Binary data transfer

Motivation

Often for visualizations in genomics, massive social networks, or sensor data visualizations, it helps to be able to plot millions rather than simply hundreds of thousands of points.

By default, pydeck sends data from Jupyter to the frontend by serializing data to JSON. However, for massive data sets, the costs to serialize and deserialize this JSON can prevent a visualization from rendering.

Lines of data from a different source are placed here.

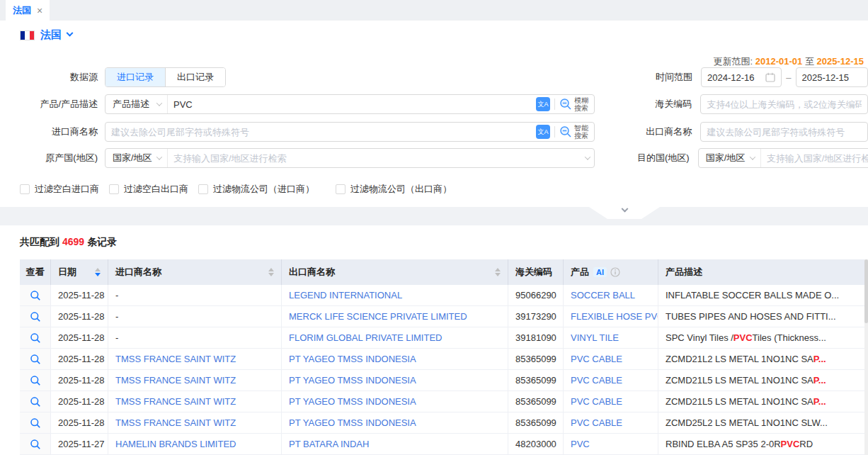 The image size is (868, 455). What do you see at coordinates (46, 35) in the screenshot?
I see `country-header: 法国` at bounding box center [46, 35].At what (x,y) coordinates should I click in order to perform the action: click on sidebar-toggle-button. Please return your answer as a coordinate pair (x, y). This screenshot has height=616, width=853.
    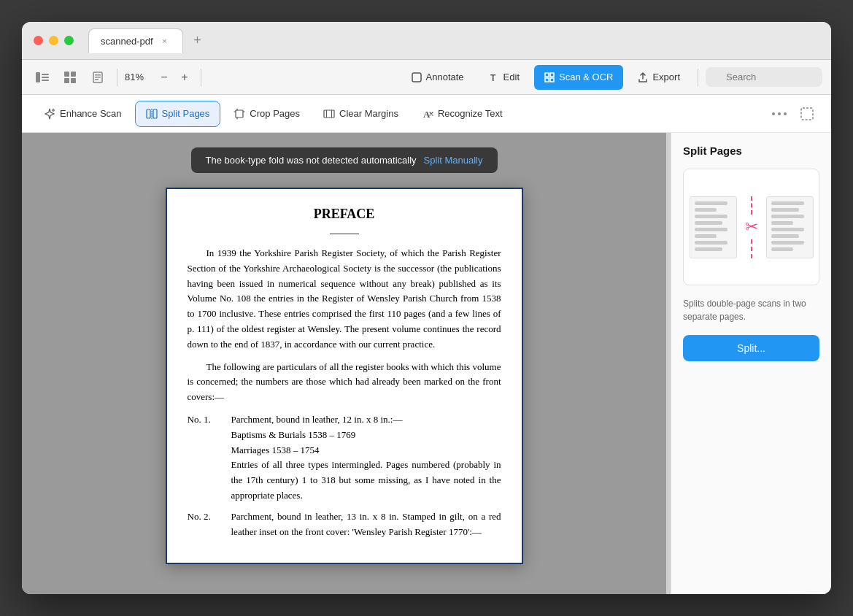
    Looking at the image, I should click on (42, 77).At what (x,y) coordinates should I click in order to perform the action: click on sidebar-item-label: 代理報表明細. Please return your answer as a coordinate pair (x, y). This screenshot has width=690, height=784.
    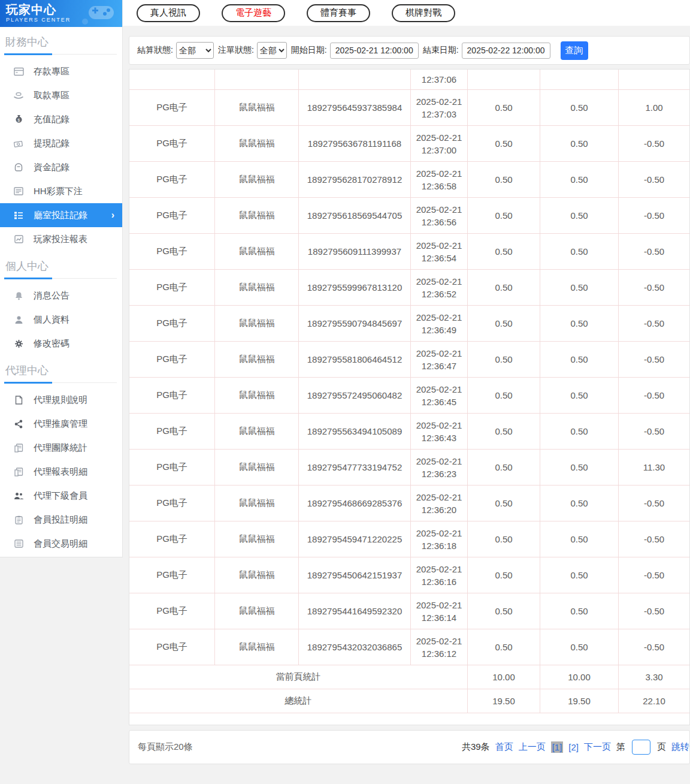
    Looking at the image, I should click on (60, 472).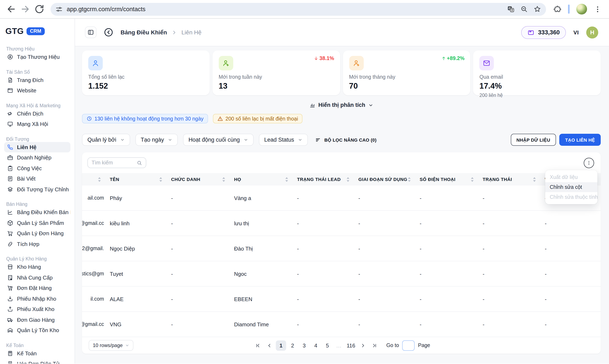 The height and width of the screenshot is (364, 609). Describe the element at coordinates (592, 32) in the screenshot. I see `user-avatar: H` at that location.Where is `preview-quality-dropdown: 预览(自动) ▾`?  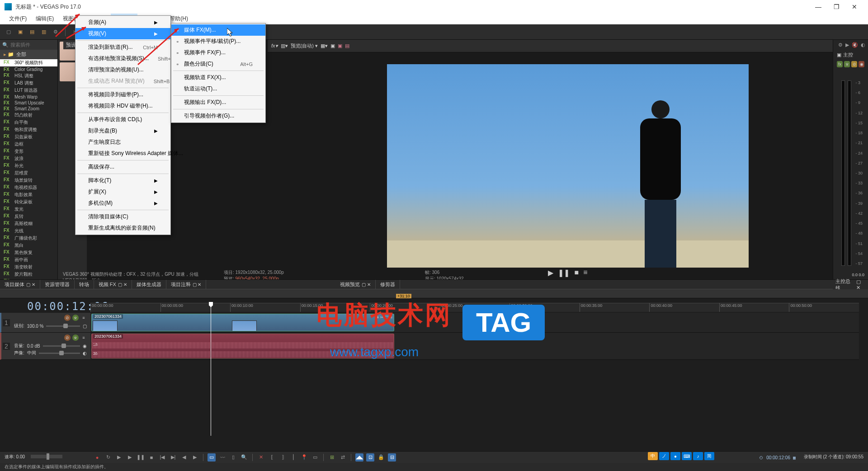
preview-quality-dropdown: 预览(自动) ▾ is located at coordinates (304, 46).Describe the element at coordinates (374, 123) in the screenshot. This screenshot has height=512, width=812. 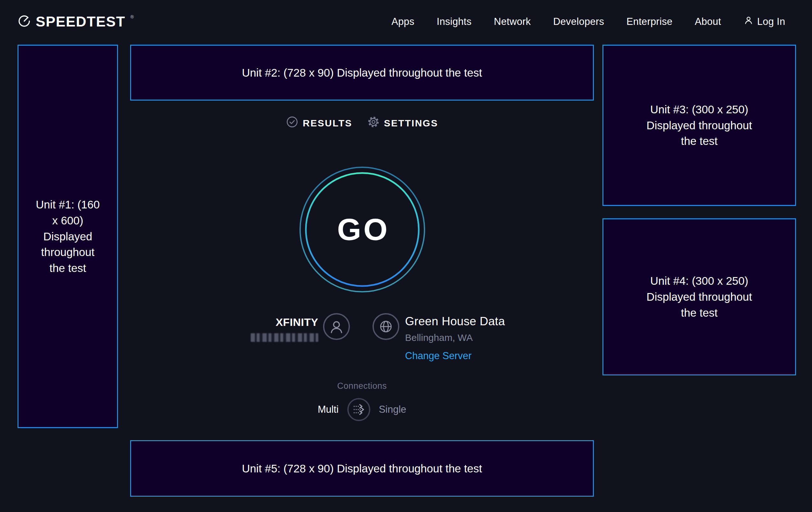
I see `gear-icon` at that location. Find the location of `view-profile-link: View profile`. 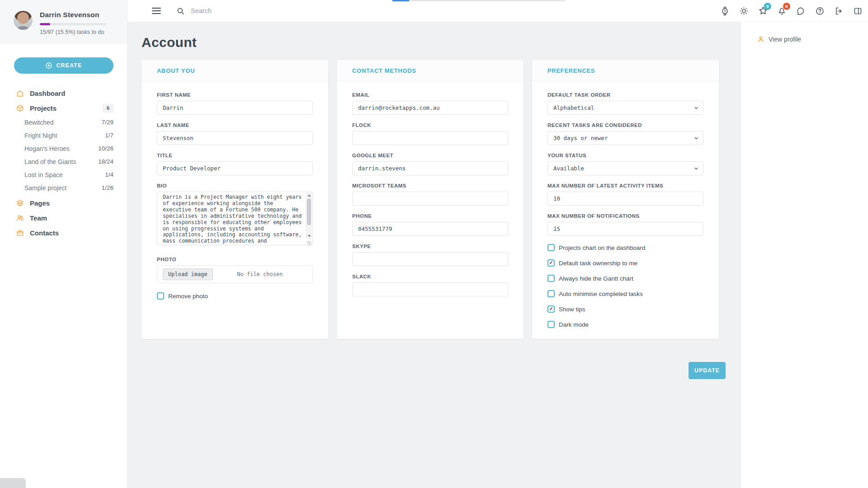

view-profile-link: View profile is located at coordinates (813, 39).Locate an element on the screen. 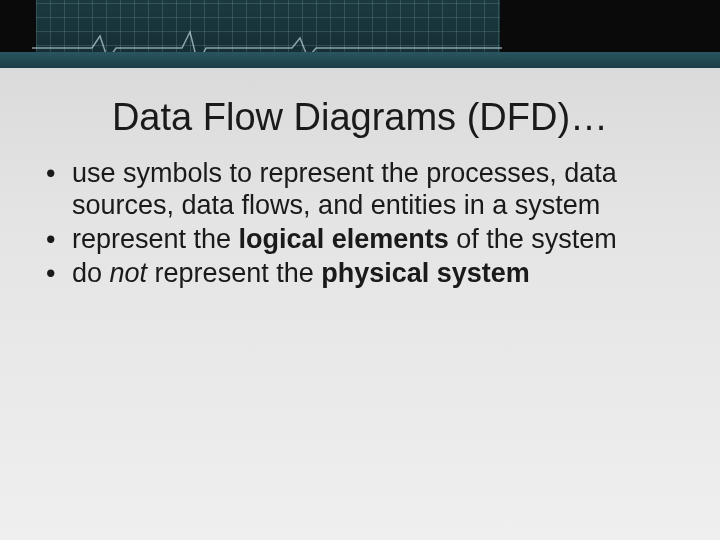 The width and height of the screenshot is (720, 540). banner is located at coordinates (360, 34).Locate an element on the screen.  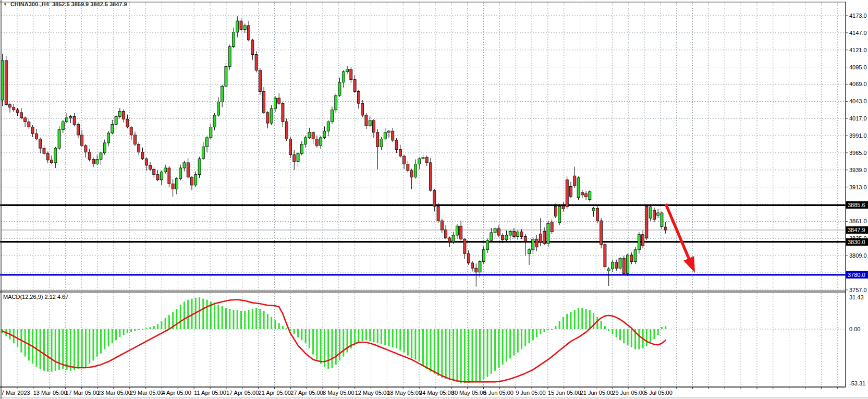
date-tick-label: 29 Jun 05:00 is located at coordinates (629, 393).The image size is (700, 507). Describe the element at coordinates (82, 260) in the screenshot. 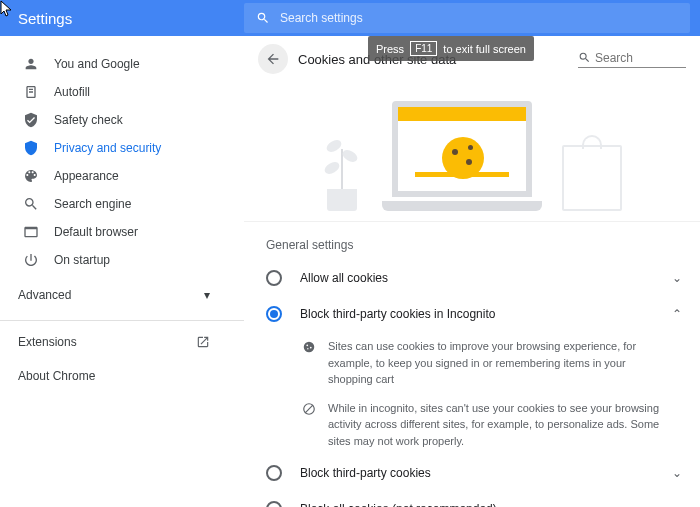

I see `sidebar-item-label: On startup` at that location.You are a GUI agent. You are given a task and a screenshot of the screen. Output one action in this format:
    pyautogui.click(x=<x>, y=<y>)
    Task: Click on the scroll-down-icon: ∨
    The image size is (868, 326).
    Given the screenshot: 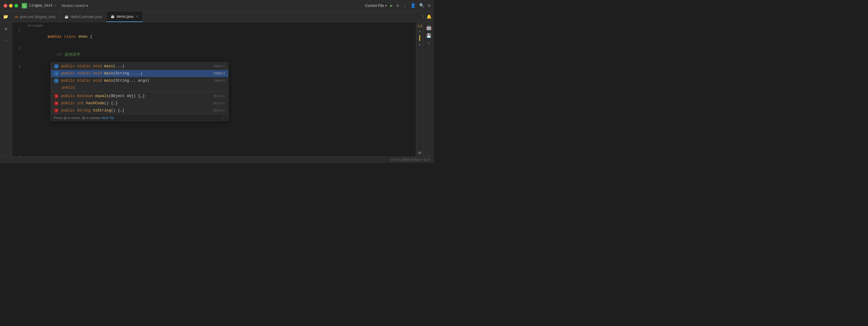 What is the action you would take?
    pyautogui.click(x=420, y=45)
    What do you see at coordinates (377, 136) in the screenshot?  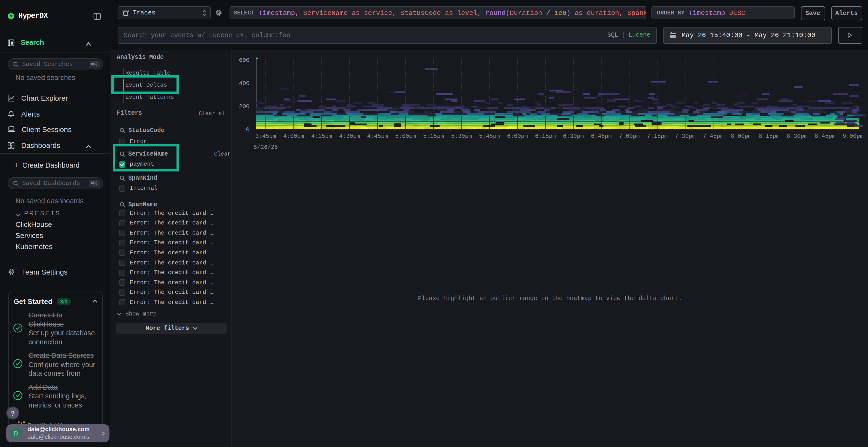 I see `svg-text: 4:45pm` at bounding box center [377, 136].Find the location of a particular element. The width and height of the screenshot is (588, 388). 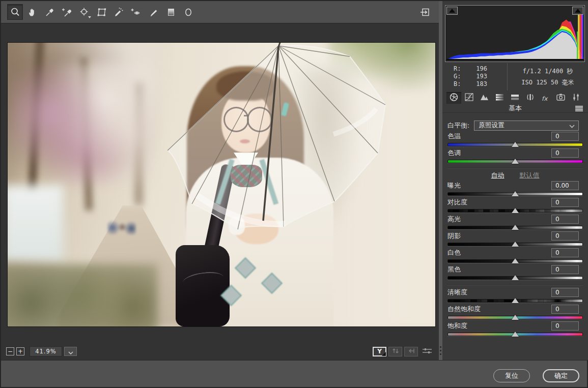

In order to get around this, pydeck supports binary data transfer, which significantly reduces data size. Binary transfer relies on NumPy and its typed arrays, which are converted to JavaScript typed arrays and passed to deck.gl using precalculated binary attributes.

Usage

Binary transport will only work if the following requirements are met:

x y r g b
0 1 0 0 0
0 5 255 0 0
5 1 255 255 0

should be converted to a nested format like this–

position color
[0, 1] [0, 0, 0]
[0, 5] [255, 0, 0]
[5, 1] [255, 255, 0]

Example

To demonstrate this, we'll plot a series of nodes generated at random from the networkx library:

We will use deck.gl's OrbitView (example here) which can help us plot these points in 3D:

The data we'll render is a 3D position with some categorical data (group):

We need this flattened data in a nested format, so we transform it:

We'll also color the points by group and then normalize the colors since they are provided as floats–see the deck.gl documentation.

Confirming that data is being transferred over web sockets

You can open up your brower's developer console to confirm the data is being sent via binary transfer. In the console you should see a message like:

>> transport.js:68 Delivering transport message 
>> binary: {"binary-points": {…}}
>> transport: n {name: "Jupyter Transport (JavaScript <=> Jupyter Kernel)", _messageQueue: Array(0), userData: {…}, jupyterModel: n, jupyterView: n}
type: "json-with-binary"

You should also be able to see the binary payload in your developer console's Network tab.